“You look very tired still,” I said. “If you’re not able to talk …”
“I can talk,” he said. “Have you forgotten how tough I am?”
I smiled and squeezed his hand. “Never.”
Sophie rolled her eyes. This wasn’t surprising. “Here’s the question. Marguerite explained that having your period isbecause of your body making a nest for the baby, then getting rid of the nest—sodisgusting—if there’s no baby, but if it’s true, why isn’t she pregnant too? Don’t you want a kid?”
Joe stared at her. “This is the topic you’re burning to discuss with your brother?”
“If nobody else has the guts to tell me.”
Joe looked at me.“Youdidn’t tell her?”
“Imagine how much your mother will dislike me if I do,” I said. “I’m afraid that in this matter, I am indeed ‘chicken.’”
Joe said, “OK, then. Plunging in.” He blew his nose—on a sort of handkerchief made of paper; these had been a revelation to me—and said, “You use birth control, that’s how. Some people think it’s wrong—Catholics, mostly?—”
“But Marguerite’s Catholic,” Sophie said.
“Yes,” I said, “but in this matter, I don’t believe the Church is correct. The priest will tell you that God wishes you to have as many babies as come your way, but having too many can be very difficult for one’s health.”
“And one’s wallet,” Joe said.
“OK,” Sophie said, “but how?”
“There are different ways,” Joe said. “One is a device that women wear, uh, inside, coated with a jelly that kills the sperm—that’s the man’s contribution—and keeps it from fertilizing the egg—the woman’s contribution. Only a fertilized egg develops into a baby.”
“And when it does,” I said, “and the process begins,thatis when one needs the nest. It’s similar in chickens, except that the egg is outside the chicken’s body and has a shell. If it isn’t fertilized by a rooster, there can be no chick. If itisfertilized, the hen sits on the eggs in a nest and keeps them warm, so the chicks can grow inside.” Joe hadn’t mentioned condoms, and this was fortunate. I couldn’t see how he could possibly describe them to his sister.
Which was when Sophie said, “OK, but how does the sperm get to the egg?”
“Uh …” Joe said, and looked at me. “Help.”
What had Mrs. Stark been thinking of, not to tell Sophie these things? This was surely a dangerous lack of knowledge. I threw all caution to the wind and said, “The rooster covers the hen and ejects a fluid containing his sperm into her opening, of which a chicken has only one. Thus the sperm can fertilize the egg as it forms—beforethe shell develops around it, of course.” There; we’d kept it at chickens. I was rather proud of myself for that.
“What do you mean, ‘a chicken has only one?’” Sophie asked.
“One opening,” I said, “from which she deposits her eggs, and also her … her excretions.”
“That’s disgusting,” Sophie said.
“Maybe,” I said, and decided to add, “Human females have three openings, which you will know, of course. This is perhaps less disgusting.”
“A part for every purpose,” Joe said.
“So the blood doesn’t come from …” Sophie said.
Honestly. EvenIhadn’t been this ignorant, but then, therehadbeenthe servants. And the perching. And the baboons. “No,” I said. “You may wish to feel down there with your hand during your next bleeding time. Three openings.”
“All very informative,” Sophie said, “except that you still haven’t explainedhow.”
Joe covered his face with his hand. No help there, so I took a breath and explained how. Sophie stared at me, stared at Joe, and said, “You’re kidding.”
“No,” I said. “It’s a very lovely thing, if oneisin love. If one is married. It’s a very great closeness.”
“Well,I’mnever doing it,” Sophie said.
“This is, of course, your choice,” I said.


The task: The response must contain every line below in which "COMBOS" appears.

** Source records follows **

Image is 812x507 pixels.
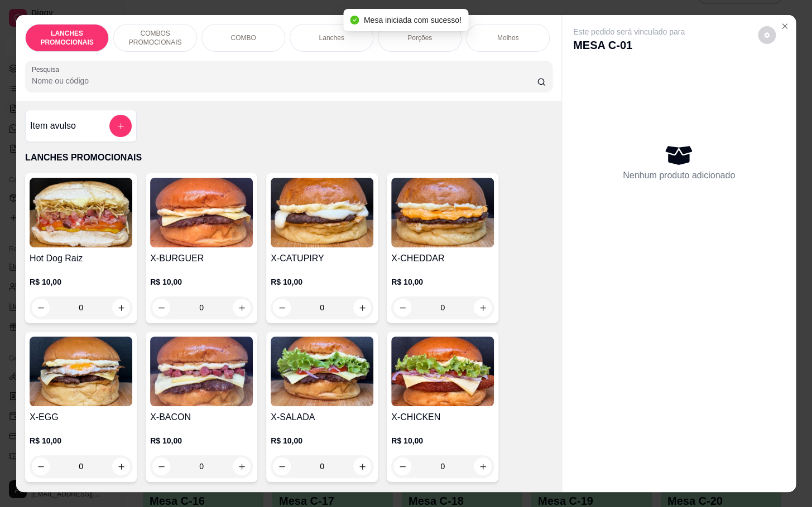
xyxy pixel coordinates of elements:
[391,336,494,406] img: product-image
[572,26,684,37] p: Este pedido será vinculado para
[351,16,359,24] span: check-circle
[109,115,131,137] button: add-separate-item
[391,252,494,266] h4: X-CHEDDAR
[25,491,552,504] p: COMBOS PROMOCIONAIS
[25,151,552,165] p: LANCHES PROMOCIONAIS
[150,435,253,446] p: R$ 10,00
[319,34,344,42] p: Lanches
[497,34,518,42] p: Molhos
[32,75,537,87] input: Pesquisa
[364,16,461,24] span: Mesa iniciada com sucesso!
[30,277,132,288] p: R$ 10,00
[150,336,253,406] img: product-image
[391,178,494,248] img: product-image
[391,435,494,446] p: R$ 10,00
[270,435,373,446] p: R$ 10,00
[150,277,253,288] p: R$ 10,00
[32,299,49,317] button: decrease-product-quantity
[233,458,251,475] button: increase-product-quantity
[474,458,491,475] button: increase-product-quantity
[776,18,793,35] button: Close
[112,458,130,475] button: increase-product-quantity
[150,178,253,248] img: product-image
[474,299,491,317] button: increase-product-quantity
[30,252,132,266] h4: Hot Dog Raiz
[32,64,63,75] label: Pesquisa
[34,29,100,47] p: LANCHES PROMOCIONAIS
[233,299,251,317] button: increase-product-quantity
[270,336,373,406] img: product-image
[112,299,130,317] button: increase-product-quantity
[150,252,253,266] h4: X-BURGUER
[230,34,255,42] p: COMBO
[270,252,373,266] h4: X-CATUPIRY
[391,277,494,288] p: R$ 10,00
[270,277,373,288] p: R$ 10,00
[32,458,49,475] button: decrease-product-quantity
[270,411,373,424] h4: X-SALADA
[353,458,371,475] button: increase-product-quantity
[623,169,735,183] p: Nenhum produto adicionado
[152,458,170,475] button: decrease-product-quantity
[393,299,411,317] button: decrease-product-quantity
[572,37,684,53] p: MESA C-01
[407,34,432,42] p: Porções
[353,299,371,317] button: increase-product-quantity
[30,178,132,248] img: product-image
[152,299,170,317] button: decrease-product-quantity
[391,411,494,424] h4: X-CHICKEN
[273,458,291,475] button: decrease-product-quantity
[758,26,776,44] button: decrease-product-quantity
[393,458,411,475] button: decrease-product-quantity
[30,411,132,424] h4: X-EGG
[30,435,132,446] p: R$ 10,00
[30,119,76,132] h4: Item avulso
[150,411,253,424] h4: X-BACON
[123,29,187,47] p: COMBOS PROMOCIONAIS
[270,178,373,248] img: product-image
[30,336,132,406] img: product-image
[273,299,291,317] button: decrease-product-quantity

** End of Source records **
** Source records follows **

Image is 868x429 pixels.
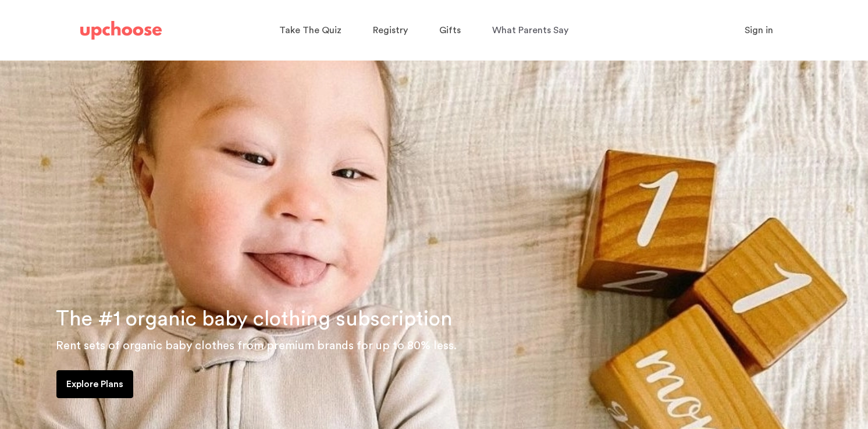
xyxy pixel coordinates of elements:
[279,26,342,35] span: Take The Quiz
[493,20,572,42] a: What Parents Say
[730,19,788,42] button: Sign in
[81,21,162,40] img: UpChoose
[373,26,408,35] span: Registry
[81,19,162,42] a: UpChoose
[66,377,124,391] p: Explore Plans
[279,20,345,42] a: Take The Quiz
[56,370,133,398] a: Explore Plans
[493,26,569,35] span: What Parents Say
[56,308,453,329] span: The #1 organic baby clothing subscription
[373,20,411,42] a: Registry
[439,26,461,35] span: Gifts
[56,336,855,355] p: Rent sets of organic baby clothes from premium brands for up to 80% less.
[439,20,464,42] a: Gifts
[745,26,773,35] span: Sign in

** End of Source records **
** Source records follows **

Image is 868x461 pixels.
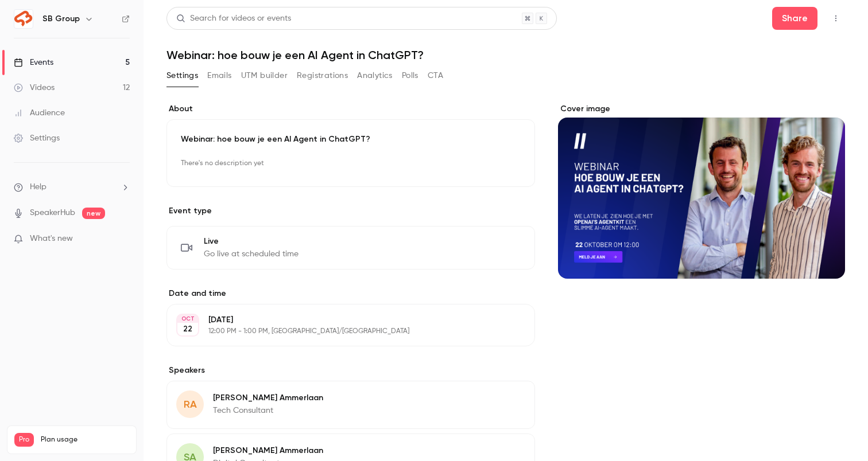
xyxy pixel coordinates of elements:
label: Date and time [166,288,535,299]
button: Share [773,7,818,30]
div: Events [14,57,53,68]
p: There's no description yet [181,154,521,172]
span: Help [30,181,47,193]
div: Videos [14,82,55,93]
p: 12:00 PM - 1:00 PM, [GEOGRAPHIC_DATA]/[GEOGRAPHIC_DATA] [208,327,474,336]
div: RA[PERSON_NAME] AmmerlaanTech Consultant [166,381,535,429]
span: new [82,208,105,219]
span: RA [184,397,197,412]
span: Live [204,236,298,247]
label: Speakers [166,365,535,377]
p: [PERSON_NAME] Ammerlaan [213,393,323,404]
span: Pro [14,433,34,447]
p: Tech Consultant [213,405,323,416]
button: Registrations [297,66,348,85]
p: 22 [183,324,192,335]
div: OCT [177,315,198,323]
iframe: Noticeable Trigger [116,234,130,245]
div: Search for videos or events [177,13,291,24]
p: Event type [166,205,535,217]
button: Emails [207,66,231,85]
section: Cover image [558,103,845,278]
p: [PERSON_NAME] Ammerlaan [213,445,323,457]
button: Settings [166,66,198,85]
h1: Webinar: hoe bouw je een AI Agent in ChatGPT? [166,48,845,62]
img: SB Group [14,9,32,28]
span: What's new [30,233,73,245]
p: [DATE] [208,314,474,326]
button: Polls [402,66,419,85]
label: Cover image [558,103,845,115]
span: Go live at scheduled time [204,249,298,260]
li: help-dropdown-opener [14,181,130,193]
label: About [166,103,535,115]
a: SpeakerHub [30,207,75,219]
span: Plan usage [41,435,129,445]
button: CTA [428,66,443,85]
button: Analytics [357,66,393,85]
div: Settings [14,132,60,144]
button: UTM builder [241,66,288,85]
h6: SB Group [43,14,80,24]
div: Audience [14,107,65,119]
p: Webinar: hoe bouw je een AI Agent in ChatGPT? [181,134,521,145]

** End of Source records **

Exercise response:
[25,491,552,504] p: COMBOS PROMOCIONAIS
[123,29,187,47] p: COMBOS PROMOCIONAIS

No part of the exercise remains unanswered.